Cape Barren English is a Kriol (i.e. Australian creole) variety spoken until recently by the Aboriginal populations on Cape Barren Island and Flinders Island in the Furneaux Group off Australia’s island state of Tasmania. There are currently less than six fluent speakers left on the islands.
When the remaining Aborigines were rounded up and sent to Flinders Island, they met up with other Tasmanian and Australian Aboriginal, South Sea Islander and Maori women who had formed family groups with English sealers on the muttonbird-rich islands of the Bass Strait. Consequently Cape Barren English is a mixture of eighteenth-century maritime English and Palawa, with a small sprinkling of other indigenous languages, and with a lexicon highly referent to the muttonbird-harvesting industry.
As a result of the governmental policy of assimilation, the Islanders were encouraged to relocate to the Tasmanian mainland, at times by force (“The Stolen Generation”). This had a devastating effect on the culture and on the language of the people. Efforts to restore a Palawa language have concentrated on creating a reconstructed Aboriginal language rather than on preserving Cape Barren English. With the recent passing of one of the elders, there are now no longer enough able-bodied card-players for the weekly gathering when they would speak it amongst themselves.
Few examples of Cape Barren English exist, adding to its mystique as a “secret” language. Earlier, the speakers were thought to be mumbling, and few successful attempts were made to record it. However some individual words remain in currency. From old Nautical English, “ol’ co’e” (old cove) for “fellow” and “chains” (despite metrification) remain. From Palawa varieties, “warrener” for “seashell” and “kunnigong” for “pigface plant” (Carpobrotus rossii) remain. From muttonbirding, “muttonbird” for “shearwater” (Puffinus tenuirostris, called yolla in Palawa) and “muttonfish” for “abalone” (Haliotis spp.) remain. Some of these have spread to other dialects of Australian English.
Author: Andrys Onsman, 2002
References
Bickford, A., 1973, Audio tapes made on Cape Barren Island of interviews with Miss Annette Mansell and Mrs Claude Mansell, referred to as The Bickford Tapes, courtesy of the author.
Bryant, P., 1989, ‘The south eastern lexical usage region of Australian English’ Australian Journal of Linguistics, vol. 9, no. 1, pp 85–134.
Onsman, A, 2000, ‘Here Today, Gone Tomorrow: Cape Barren English,’ Island, vol. 80
Sutton, P., 1976, ‘Cape Barren English,’ (Linguistic Communications 13) Author’s manuscript.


AIM OF THE EXERCISE:
Would you please write out each of the entries below exactly, omitting pictures?

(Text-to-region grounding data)
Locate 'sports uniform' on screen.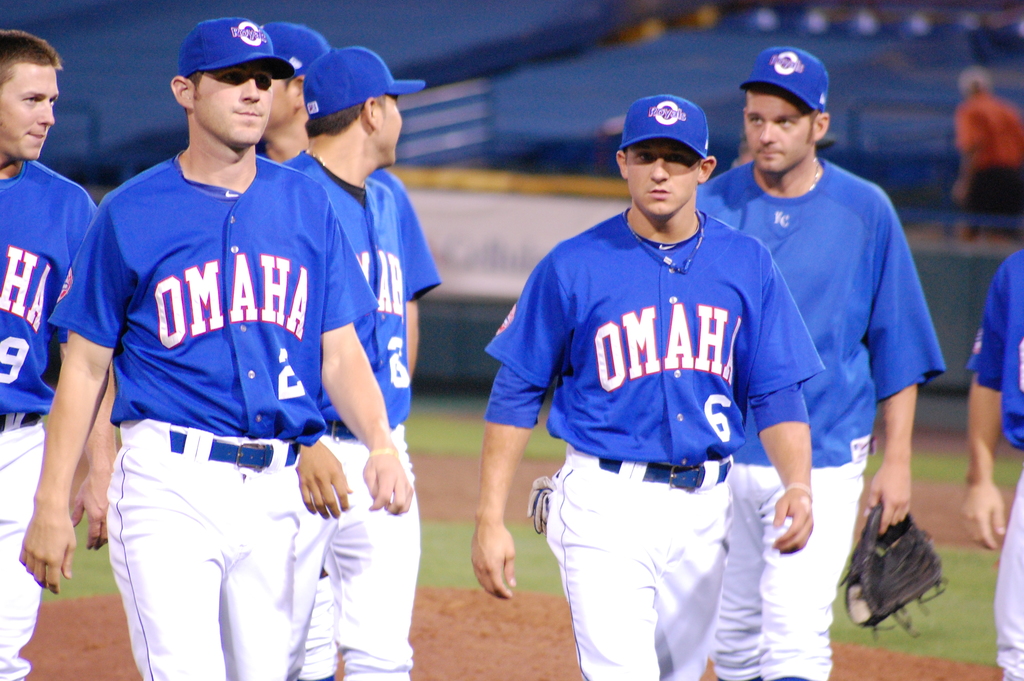
On screen at [x1=474, y1=197, x2=831, y2=680].
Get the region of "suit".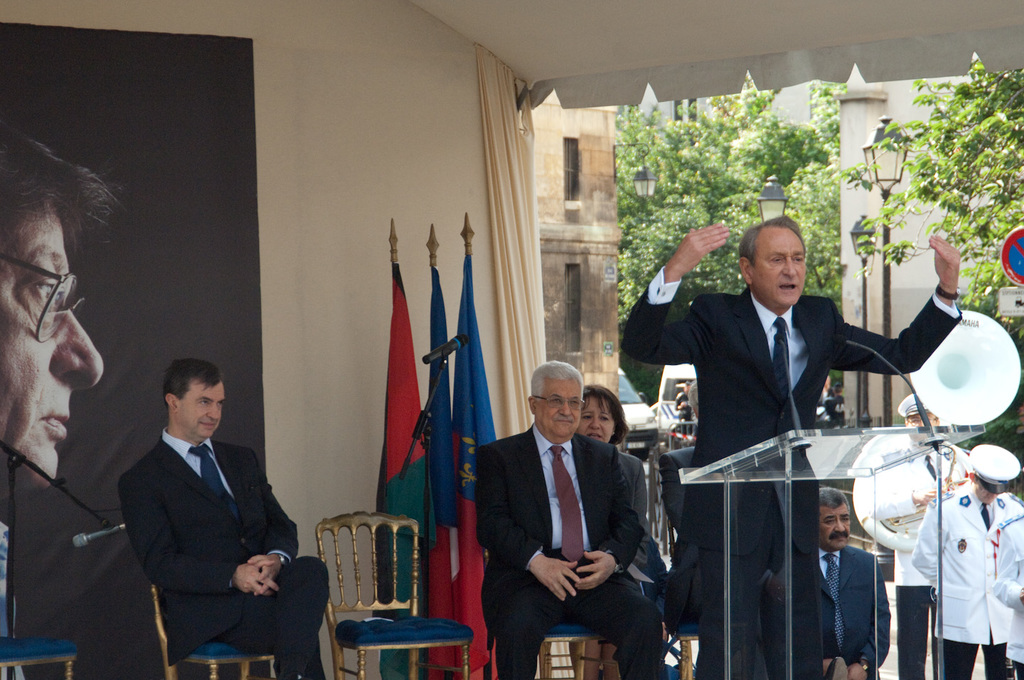
489, 357, 669, 665.
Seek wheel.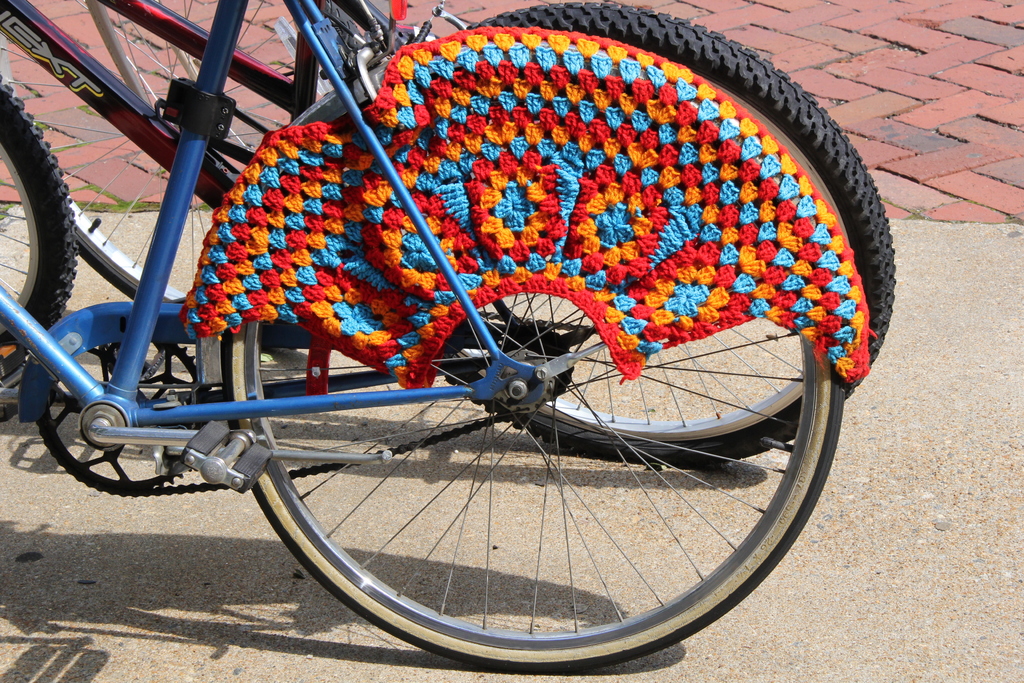
[left=200, top=10, right=841, bottom=673].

EXERCISE OUTPUT:
Locate 'sports uniform' on screen.
On screen at [x1=474, y1=197, x2=831, y2=680].
Get the region of "suit".
489, 357, 669, 665.
Seek wheel.
[left=200, top=10, right=841, bottom=673].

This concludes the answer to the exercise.